A new report highlights that the unnecessary use of antibiotics in food-producing animals is endangering medicine’s ability to treat life-threatening infections in young patients.

Our guest blogger today is Lori Handy, MD from the Division of Pediatric Infectious Diseases at Nemours/Alfred I. duPont Hospital for Children.

Today begins "Get Smart" about antibiotics week sponsored by the Center for Disease Control and Prevention. It serves to raise awareness of the threat of antibiotic resistance, as an estimated 23,000 deaths occur each year in this country due to antibiotic resistant infections.

It is important to focus not only on the appropriate use of antibiotics in people, but to recognize the implications of inappropriate antibiotic use in animal agriculture, as well. Antibiotic use in livestock translates to antibiotic resistance in bacteria, and increases the risk for antibiotic resistant infections in children.

The American Academy of Pediatrics also said in a technical report published online today that the unnecessary use of antibiotics in food-producing animals is endangering medicine's ability to treat life-threatening infections in young patients.

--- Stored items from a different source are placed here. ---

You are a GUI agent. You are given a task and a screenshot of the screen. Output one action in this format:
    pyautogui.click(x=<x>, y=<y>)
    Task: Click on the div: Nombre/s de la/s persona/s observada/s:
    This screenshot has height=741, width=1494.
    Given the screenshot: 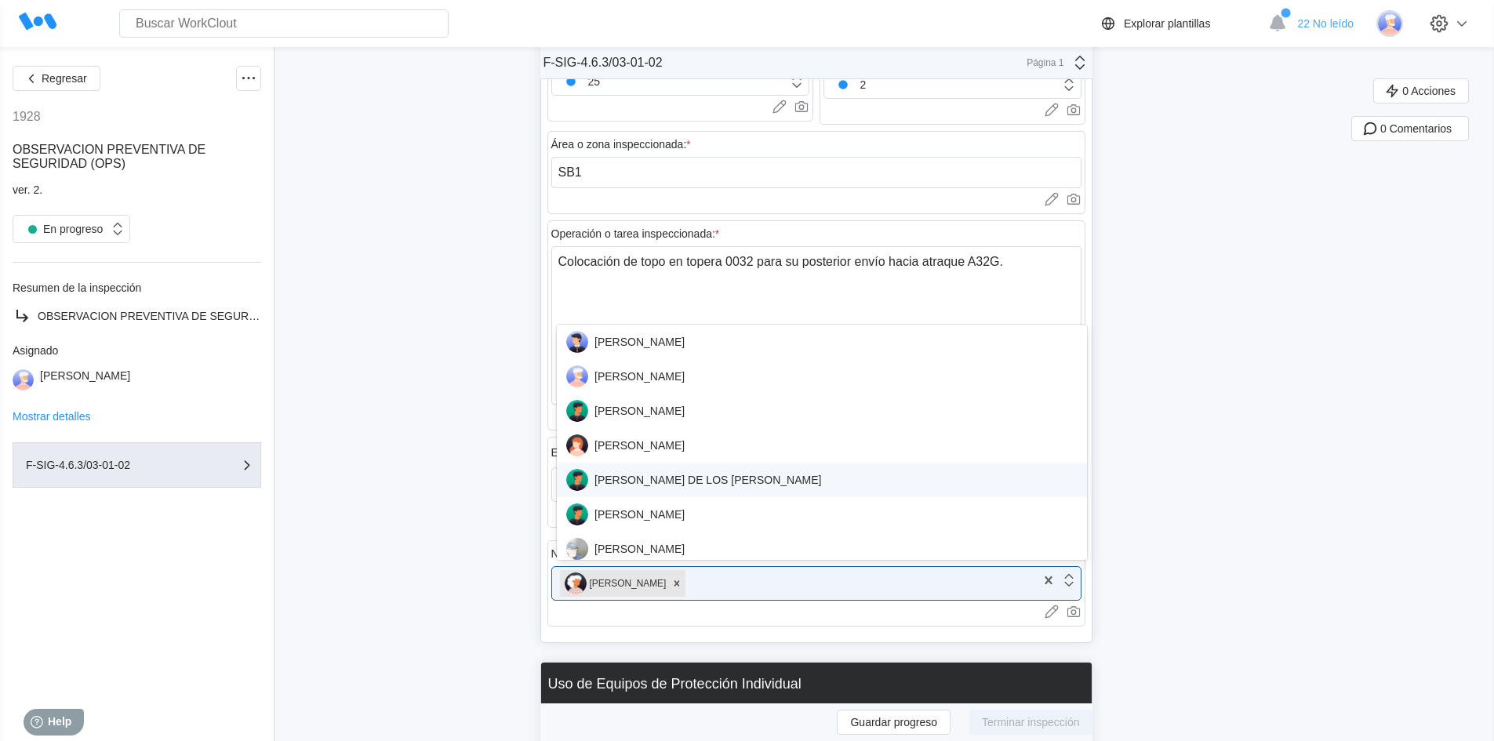 What is the action you would take?
    pyautogui.click(x=651, y=554)
    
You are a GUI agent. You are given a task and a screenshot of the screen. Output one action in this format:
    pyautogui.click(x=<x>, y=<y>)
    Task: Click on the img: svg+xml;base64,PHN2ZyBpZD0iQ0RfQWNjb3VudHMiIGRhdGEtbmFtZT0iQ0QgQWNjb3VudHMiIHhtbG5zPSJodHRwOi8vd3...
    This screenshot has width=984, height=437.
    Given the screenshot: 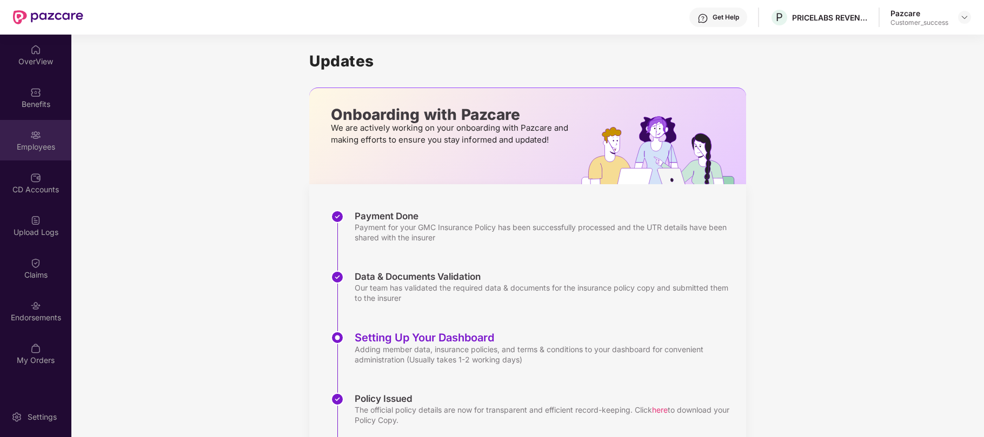 What is the action you would take?
    pyautogui.click(x=36, y=178)
    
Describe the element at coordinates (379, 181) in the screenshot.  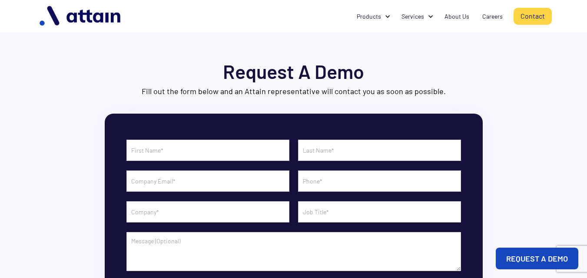
I see `input: Phone*` at that location.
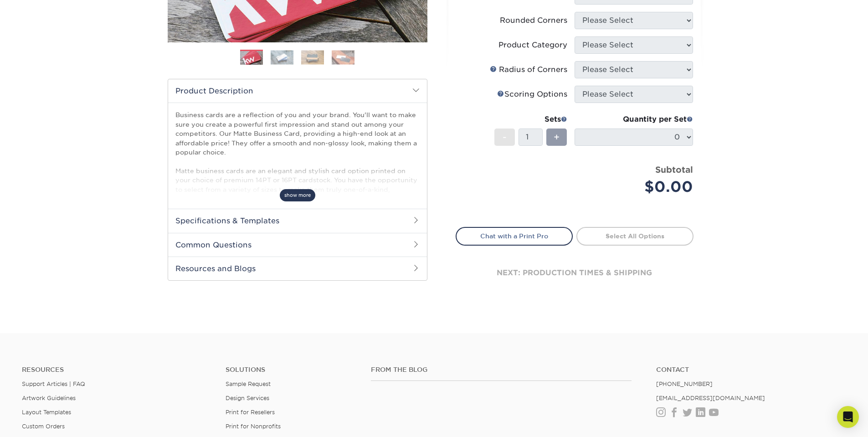 This screenshot has height=437, width=868. What do you see at coordinates (49, 398) in the screenshot?
I see `a: Artwork Guidelines` at bounding box center [49, 398].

"Children can be exposed to multiple-drug resistant bacteria, which are extremely difficult to treat if they cause an infection, through contact with animals given antibiotics and through consuming the meat of those animals," said the report's lead author Jerome A. Paulson, MD, FAAP in a statement.

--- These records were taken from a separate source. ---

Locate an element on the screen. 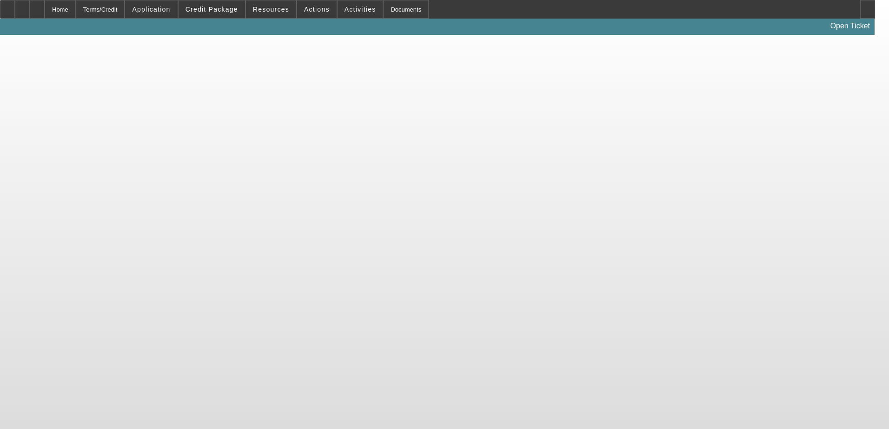  button: Resources is located at coordinates (271, 9).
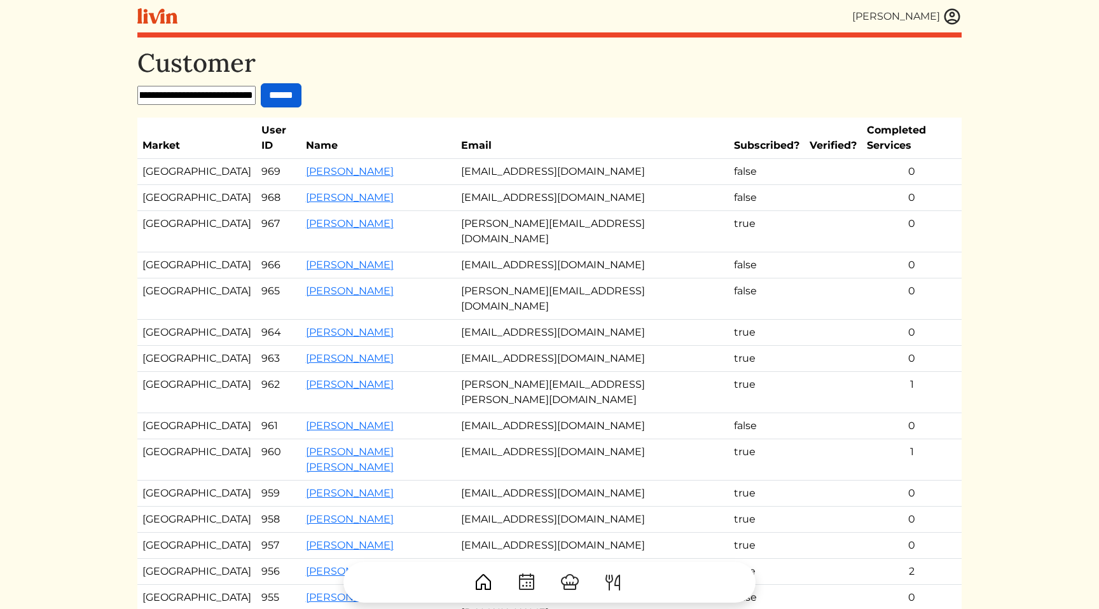 This screenshot has width=1099, height=609. I want to click on img: CalendarDots-5bcf9d9080389f2a281d69619e1c85352834be518fbc73d9501aef674afc0d57.svg, so click(527, 583).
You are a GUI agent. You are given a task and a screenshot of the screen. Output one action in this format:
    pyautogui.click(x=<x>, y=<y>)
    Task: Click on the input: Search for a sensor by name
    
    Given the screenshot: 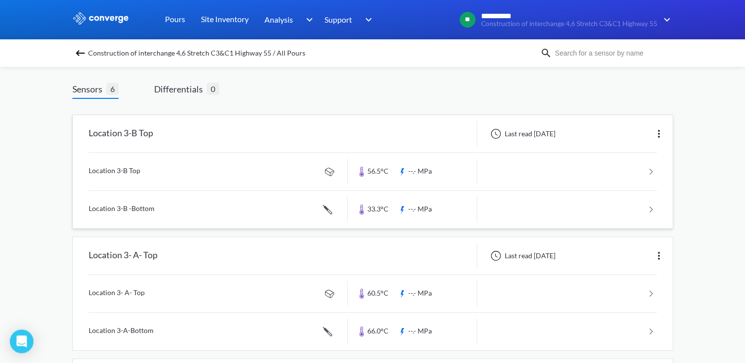 What is the action you would take?
    pyautogui.click(x=612, y=53)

Surprisingly, about 80 percent of overall use of antibiotics in the United States is in livestock, with many of these antibiotics considered important for use in humans. While certain antibiotics are given to animals for illness, many are prescribed for nontherapeutic use such as feed efficiency and growth promotion. In 2013, the FDA proposed a plan to phase out use of medically important antibiotics from food animals, but did not explicitly ban antibiotic use when not medically necessary.

While further legislation is considered for national policies, families have options. There is a growing trend among restaurants, grocery stores, and other food purveyors to offer meats that are antibiotic free. When consumers choose to purchase these products, they are making a healthy decision for their family, and they are also making a statement in favor of judicious use of antibiotics in agriculture. The more the public demands antibiotic free meats, the greater the pressure on suppliers to sell it and the greater the pressure on policymakers to mandate the elimination of unnecessary antibiotic use in livestock. Consumer preference for healthier options has driven change in the food industry before, with the elimination of trans fat and artificial ingredients from thousands of products and menus.

Continued overuse of antibiotics will surely result in more antibiotic resistant organisms, and difficult to treat infections in our patients. As quickly as scientists develop new antibiotics, they are utilized by both humans and animals, and bacteria develop resistance. As consumers exercise their purchasing power in favor of an antibiotic free food supply, they can force a tipping point in our national policy on the use of antibiotics in animal agriculture.